The 150-seat aircraft market is at risk from the evaporation of customer need and an inability to access financing, and I expect this to affect 1,600 to 1,800 aircraft. While this is an issue of concern, the outlook for deliveries in the immediate term is of more interest.

In the near-term the rate of production is not flexible. The immediate need when a customer withdraws is to find another one, but given the current outlook this is clearly going to be more challenging. For the manufacturers there are a number of issues, all of which are related to financing. The principle issue is the extent to which manufacturers finance a customer to take a delivery, and where there is no immediate customer in sight the question becomes, do they finance the completion of the aircraft on the production line or not? The most likely outcome is that the assembly of the aircraft is completed and it is added to stock in the form of a whitetail.

Changing the production rate of an aircraft programme is neither rapid nor costless. It is a significant event and while so far the view of the manufacturers is that deliveries in 2009 will be similar to last year, they have stated that there are contingency plans.

Given that there is unlikely to be a repeat of the position in 2002 when there was a new source of demand as a number of low-cost airlines placed orders for near-term delivery, the key question now is if we do not expect significant ordering - and there is an increasingly accepted view that for 2009 cancellations will exceed orders - what will be the extent of the reduction in delivery rates?

Taking this into account, this downturn appears more likely to be similar to that of the early 1990s rather than the start of the current decade.

Due to the impact of orders "padding" the bottom of the cycle in 2002-04, the fall in delivery rates in the 150-seat sector from the peak of 660 in 1999 to 432 in 2003 was equivalent to some 35%. Some observers have suggested that this could occur this time around too. However, if we overlay the pattern of what happened in the early 1990s when deliveries in this segment fell by 60% between 1991 and 1995, this suggests that by 2012 deliveries could be in the order of 280.

It is important to consider the aircraft already in the system, particularly those which will come off lease as part of a planned return but have no subsequent lease in place, and those which are returned to the lessor as a result of airline failure. In the last downturn some 12% of the narrowbody fleet was parked - a situation that existed for a number of years. It is reasonable to expect a higher percentage this time round, although a number of these will be older-generation aircraft which are likely to remain parked and then scrapped. The more interesting focus should be on those new-generation aircraft that are placed in the desert.

While the scrapping of older-generation aircraft will not be a surprise, the more interesting factor to contemplate is the age at which it is more remunerative (in either absolute or relative terms) for an owner to part out a new generation aircraft and the consequences of this on what the actual economic life of an aircraft is.

Broadly speaking, the economic life of a 150-seat aircraft is in the order of 25 years, but what if there is an increase in the number of aircraft parted out between 16 and 20 years old? When the sum of the individual parts is worth more than the whole, it would be decided that a more appropriate life of the aircraft is 18 years. The effect of this on the depreciation charge would be to increase it by almost 40%, and this would feature in all calculations of ownership cost.

Quite what the outcome will be nobody knows. Generalisations are dangerous and the actual effects will depend on who you are and what you provide.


## [Problem details]
Print the entries exactly as they appear, and omit any images.

Figure record extracts
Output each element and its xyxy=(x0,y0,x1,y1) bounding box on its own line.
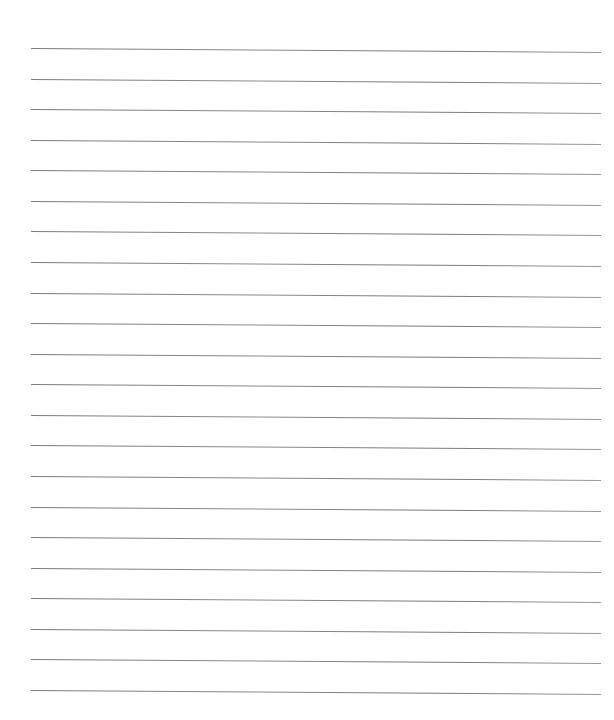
ruled-line xyxy=(31,79,601,84)
ruled-line xyxy=(31,262,601,267)
ruled-line xyxy=(31,445,601,450)
ruled-line xyxy=(31,507,601,512)
ruled-line xyxy=(31,293,601,298)
lined-paper-page xyxy=(0,0,614,720)
ruled-line xyxy=(31,415,601,420)
ruled-line xyxy=(31,170,601,175)
ruled-line xyxy=(31,48,601,53)
ruled-line xyxy=(31,568,601,573)
ruled-line xyxy=(31,231,601,236)
ruled-line xyxy=(31,598,601,603)
ruled-line xyxy=(31,140,601,145)
ruled-line xyxy=(31,354,601,359)
ruled-line xyxy=(31,384,601,389)
ruled-line xyxy=(31,537,601,542)
ruled-line xyxy=(31,690,601,695)
ruled-line xyxy=(31,109,601,114)
ruled-line xyxy=(31,323,601,328)
ruled-line xyxy=(31,659,601,664)
ruled-line xyxy=(31,201,601,206)
ruled-line xyxy=(31,476,601,481)
ruled-line xyxy=(31,629,601,634)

## [Output for this task]
Output each element and its xyxy=(x0,y0,x1,y1) bounding box on its own line.
ruled-line xyxy=(31,79,601,84)
ruled-line xyxy=(31,262,601,267)
ruled-line xyxy=(31,445,601,450)
ruled-line xyxy=(31,507,601,512)
ruled-line xyxy=(31,293,601,298)
lined-paper-page xyxy=(0,0,614,720)
ruled-line xyxy=(31,415,601,420)
ruled-line xyxy=(31,170,601,175)
ruled-line xyxy=(31,48,601,53)
ruled-line xyxy=(31,568,601,573)
ruled-line xyxy=(31,231,601,236)
ruled-line xyxy=(31,598,601,603)
ruled-line xyxy=(31,140,601,145)
ruled-line xyxy=(31,354,601,359)
ruled-line xyxy=(31,384,601,389)
ruled-line xyxy=(31,537,601,542)
ruled-line xyxy=(31,690,601,695)
ruled-line xyxy=(31,109,601,114)
ruled-line xyxy=(31,323,601,328)
ruled-line xyxy=(31,659,601,664)
ruled-line xyxy=(31,201,601,206)
ruled-line xyxy=(31,476,601,481)
ruled-line xyxy=(31,629,601,634)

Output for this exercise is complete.